During a poker game, Crusher tweaks Riker, Worf and LaForge for wearing beards.
The bumpy-headed scientist Farallon is super-dedicated to a “particle fountain” mining project, which the Enterprise-D is assigned to evaluate. Along the way she has also had time to tinker with remote-controlled, AI-driven gadgets she calls “exocomps.”
After an exocomp refuses an order in a context that could be interpreted as an act of self-preservation, Data asks Crusher for a definition of “life.”
Testy Farallon lashes out at LaForge when he’s trying to offer not only sympathy, but also a second shift of engineering staff to help her get back on schedule.
Hypothesizing that the exocomps are sentient, Data asks Farallon to stop using them, which threatens her project. When an exocomp fails a test designed to see whether it will act in self-preservation, she’s so insufferably smarmy, we’re glad that a Bad Thing happens to her facility while Picard is inspecting it. The resulting PCF (Plot Contrivance Field) forces an evacuation, limits the transporter, establishes a countdown to certain destruction, and in a development that almost seems like it was scripted by a Hollywood writer, pins everyone’s hopes on the exocomps.
Riker’s behavior in the crisis seems contrived only to force Data to disobey an oder, an action for which Data doesn’t seem to face any consequences.
Data has some good lines about how his own identity as a sentient machine gives him insight about these machines that biological life forms wouldn’t share, but the exocomp props themselves aren’t that impressive. I get that the story says they’re supposed to be tools, not puppets or costumes that are endowed with personality through a human performer. But most of their purportedly amazing accomplishments we learn about through dialogue.
The space station set and the model of the exterior are both decent, but I guess there wasn’t enough budget left for the exocomps to do more than levitate their way through access tubes, and waggle some little appendages.
Data references the time when his own sentience was put on trial (s2e9 “The Measure of a Man“), which is a nice bit of continuity. Farallon comes across as a plot contrivance, motivated only by the function she had to play in the story. We have already (s3e1 “Evolution“) seen Wesley accidentally create artificial life forms that in a matter of hours develop a culture that includes language, ethics, and even aesthetics (they call humanoids “ugly”). So this rehashed story doesn’t break any new ground.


> _WHAT TO DO_
Below are records. Find each line in them that holds the word "JSON" and copy it.

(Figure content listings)
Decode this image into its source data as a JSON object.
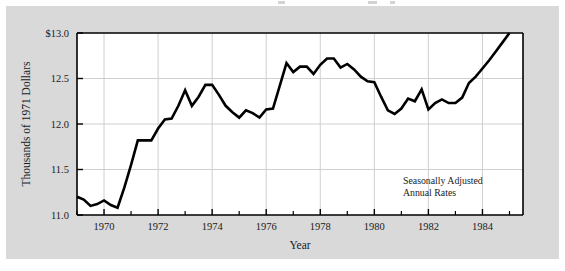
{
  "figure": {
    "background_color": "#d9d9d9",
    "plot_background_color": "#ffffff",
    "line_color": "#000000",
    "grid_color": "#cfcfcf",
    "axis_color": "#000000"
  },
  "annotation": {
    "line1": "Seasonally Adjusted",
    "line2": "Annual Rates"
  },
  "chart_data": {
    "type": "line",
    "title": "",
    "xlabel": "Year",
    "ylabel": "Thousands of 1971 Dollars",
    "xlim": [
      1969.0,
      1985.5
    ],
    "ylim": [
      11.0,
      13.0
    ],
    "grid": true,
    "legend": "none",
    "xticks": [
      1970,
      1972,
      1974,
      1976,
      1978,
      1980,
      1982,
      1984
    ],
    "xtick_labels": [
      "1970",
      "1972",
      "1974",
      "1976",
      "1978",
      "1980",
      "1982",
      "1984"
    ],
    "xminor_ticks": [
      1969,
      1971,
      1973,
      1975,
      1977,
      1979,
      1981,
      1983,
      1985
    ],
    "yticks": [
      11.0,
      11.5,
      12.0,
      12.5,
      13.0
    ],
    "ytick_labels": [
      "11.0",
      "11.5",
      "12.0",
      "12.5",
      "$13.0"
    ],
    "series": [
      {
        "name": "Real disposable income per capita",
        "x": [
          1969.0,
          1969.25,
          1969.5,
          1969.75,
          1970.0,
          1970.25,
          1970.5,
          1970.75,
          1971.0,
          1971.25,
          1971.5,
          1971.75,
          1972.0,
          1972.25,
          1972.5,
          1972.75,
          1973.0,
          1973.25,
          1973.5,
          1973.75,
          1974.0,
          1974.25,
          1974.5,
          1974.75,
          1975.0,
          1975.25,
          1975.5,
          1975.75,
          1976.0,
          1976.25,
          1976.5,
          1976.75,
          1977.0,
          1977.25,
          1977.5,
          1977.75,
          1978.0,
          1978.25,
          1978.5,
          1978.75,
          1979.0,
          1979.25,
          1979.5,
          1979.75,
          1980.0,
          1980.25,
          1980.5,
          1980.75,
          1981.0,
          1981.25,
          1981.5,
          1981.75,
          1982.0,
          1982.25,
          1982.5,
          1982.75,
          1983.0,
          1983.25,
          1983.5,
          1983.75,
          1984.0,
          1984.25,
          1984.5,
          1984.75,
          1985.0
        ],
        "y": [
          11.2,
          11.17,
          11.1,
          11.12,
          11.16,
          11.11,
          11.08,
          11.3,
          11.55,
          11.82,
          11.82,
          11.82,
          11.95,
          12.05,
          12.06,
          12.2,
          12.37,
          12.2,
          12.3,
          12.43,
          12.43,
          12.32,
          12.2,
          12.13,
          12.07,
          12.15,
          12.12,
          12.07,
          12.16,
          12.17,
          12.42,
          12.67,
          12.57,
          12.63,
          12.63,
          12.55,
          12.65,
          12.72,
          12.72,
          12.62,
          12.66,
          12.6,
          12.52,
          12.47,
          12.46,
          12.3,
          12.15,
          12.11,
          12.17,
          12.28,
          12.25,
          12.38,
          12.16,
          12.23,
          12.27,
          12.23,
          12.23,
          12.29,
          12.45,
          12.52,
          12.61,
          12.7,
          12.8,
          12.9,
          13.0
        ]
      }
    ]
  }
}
...
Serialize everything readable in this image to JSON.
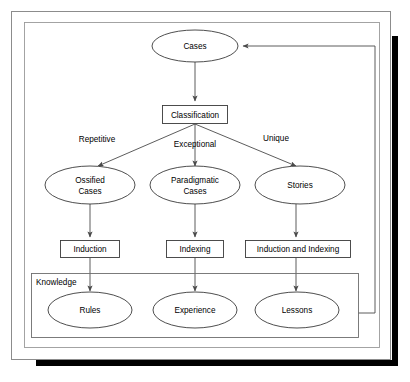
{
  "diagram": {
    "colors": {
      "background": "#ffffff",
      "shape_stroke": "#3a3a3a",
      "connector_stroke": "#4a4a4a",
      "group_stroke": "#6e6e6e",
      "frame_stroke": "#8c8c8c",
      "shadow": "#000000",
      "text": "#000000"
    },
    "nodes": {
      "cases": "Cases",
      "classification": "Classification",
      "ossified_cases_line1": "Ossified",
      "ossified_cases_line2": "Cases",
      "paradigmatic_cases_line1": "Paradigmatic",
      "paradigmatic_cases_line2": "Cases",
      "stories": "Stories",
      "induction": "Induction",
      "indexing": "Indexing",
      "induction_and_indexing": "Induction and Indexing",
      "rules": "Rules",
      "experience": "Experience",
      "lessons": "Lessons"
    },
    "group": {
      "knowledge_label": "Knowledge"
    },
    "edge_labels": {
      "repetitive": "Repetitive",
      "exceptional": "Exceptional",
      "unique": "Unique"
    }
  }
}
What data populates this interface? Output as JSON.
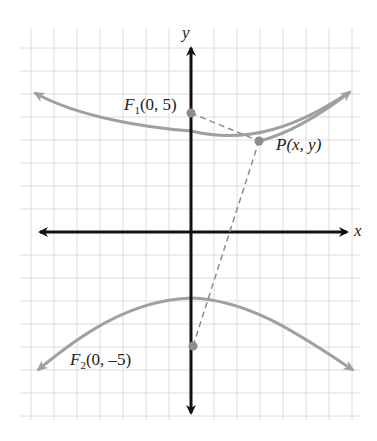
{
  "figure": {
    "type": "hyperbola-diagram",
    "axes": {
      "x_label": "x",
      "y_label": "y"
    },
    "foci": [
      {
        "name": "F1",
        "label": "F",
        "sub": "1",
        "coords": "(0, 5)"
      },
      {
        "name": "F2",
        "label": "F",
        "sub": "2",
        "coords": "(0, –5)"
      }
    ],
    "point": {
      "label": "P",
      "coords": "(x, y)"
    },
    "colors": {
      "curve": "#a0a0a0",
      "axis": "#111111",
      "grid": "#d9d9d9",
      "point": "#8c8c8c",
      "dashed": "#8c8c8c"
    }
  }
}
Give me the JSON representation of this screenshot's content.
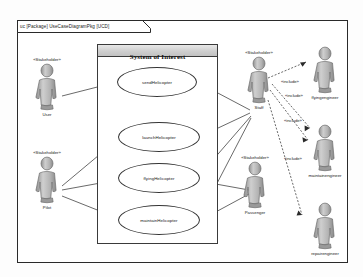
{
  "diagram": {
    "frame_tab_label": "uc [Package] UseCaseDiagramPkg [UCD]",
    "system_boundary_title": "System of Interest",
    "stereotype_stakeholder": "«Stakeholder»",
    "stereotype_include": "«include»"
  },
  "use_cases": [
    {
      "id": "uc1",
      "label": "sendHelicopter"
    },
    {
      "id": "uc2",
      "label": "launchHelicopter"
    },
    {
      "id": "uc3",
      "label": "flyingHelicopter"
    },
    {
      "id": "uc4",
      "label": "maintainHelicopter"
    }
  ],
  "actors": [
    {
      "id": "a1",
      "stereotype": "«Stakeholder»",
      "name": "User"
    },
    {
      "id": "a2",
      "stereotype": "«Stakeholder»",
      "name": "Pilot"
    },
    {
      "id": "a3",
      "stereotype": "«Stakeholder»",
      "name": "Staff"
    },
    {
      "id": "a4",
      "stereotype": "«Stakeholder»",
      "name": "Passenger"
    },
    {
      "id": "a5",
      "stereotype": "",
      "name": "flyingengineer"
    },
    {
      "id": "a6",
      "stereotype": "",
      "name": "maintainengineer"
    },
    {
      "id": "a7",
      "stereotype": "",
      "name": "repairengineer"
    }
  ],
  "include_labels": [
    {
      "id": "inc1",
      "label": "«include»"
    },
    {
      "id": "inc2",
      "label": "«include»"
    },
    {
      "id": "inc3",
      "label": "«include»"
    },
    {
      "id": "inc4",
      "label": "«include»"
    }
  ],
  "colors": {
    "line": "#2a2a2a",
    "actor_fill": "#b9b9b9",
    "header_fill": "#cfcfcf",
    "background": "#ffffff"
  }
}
--
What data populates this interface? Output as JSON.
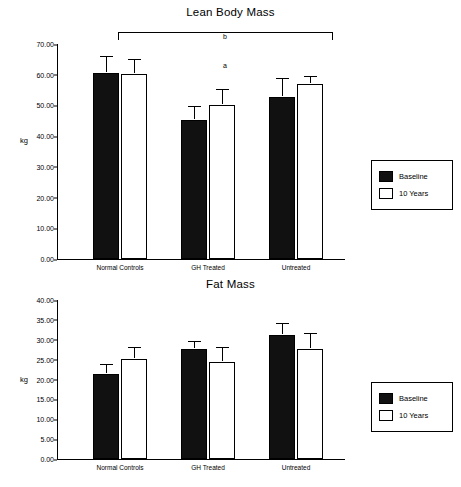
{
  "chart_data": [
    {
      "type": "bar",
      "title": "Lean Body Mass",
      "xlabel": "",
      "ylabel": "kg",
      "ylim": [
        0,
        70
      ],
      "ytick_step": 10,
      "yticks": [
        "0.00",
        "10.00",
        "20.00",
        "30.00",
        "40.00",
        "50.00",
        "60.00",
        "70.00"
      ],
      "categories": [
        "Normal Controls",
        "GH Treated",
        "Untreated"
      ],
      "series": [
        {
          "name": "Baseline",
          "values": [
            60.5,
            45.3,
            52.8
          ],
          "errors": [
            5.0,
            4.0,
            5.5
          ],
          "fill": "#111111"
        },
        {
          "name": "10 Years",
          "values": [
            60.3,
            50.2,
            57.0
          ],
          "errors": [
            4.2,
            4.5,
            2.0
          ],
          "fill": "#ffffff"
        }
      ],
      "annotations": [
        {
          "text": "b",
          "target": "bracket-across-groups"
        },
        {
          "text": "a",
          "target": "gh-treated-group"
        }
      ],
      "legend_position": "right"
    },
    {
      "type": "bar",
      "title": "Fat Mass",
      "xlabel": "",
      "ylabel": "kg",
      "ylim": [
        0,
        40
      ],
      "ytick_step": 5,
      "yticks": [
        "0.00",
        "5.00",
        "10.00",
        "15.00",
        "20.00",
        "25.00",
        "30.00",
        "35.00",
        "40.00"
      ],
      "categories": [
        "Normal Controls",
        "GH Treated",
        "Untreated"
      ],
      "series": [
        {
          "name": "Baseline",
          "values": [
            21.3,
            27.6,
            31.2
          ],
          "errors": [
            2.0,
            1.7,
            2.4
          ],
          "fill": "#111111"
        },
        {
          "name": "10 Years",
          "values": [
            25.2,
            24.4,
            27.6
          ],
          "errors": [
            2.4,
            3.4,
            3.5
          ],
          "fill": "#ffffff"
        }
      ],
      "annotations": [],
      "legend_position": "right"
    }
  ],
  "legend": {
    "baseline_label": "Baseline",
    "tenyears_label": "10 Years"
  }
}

> _OUTPUT OF THE TASK_
Decode this image into its source data as a JSON object.
Serialize everything readable in this image to JSON.
What data populates this interface? Output as JSON.
Give me the JSON representation of this screenshot's content.
What data populates this interface? Output as JSON.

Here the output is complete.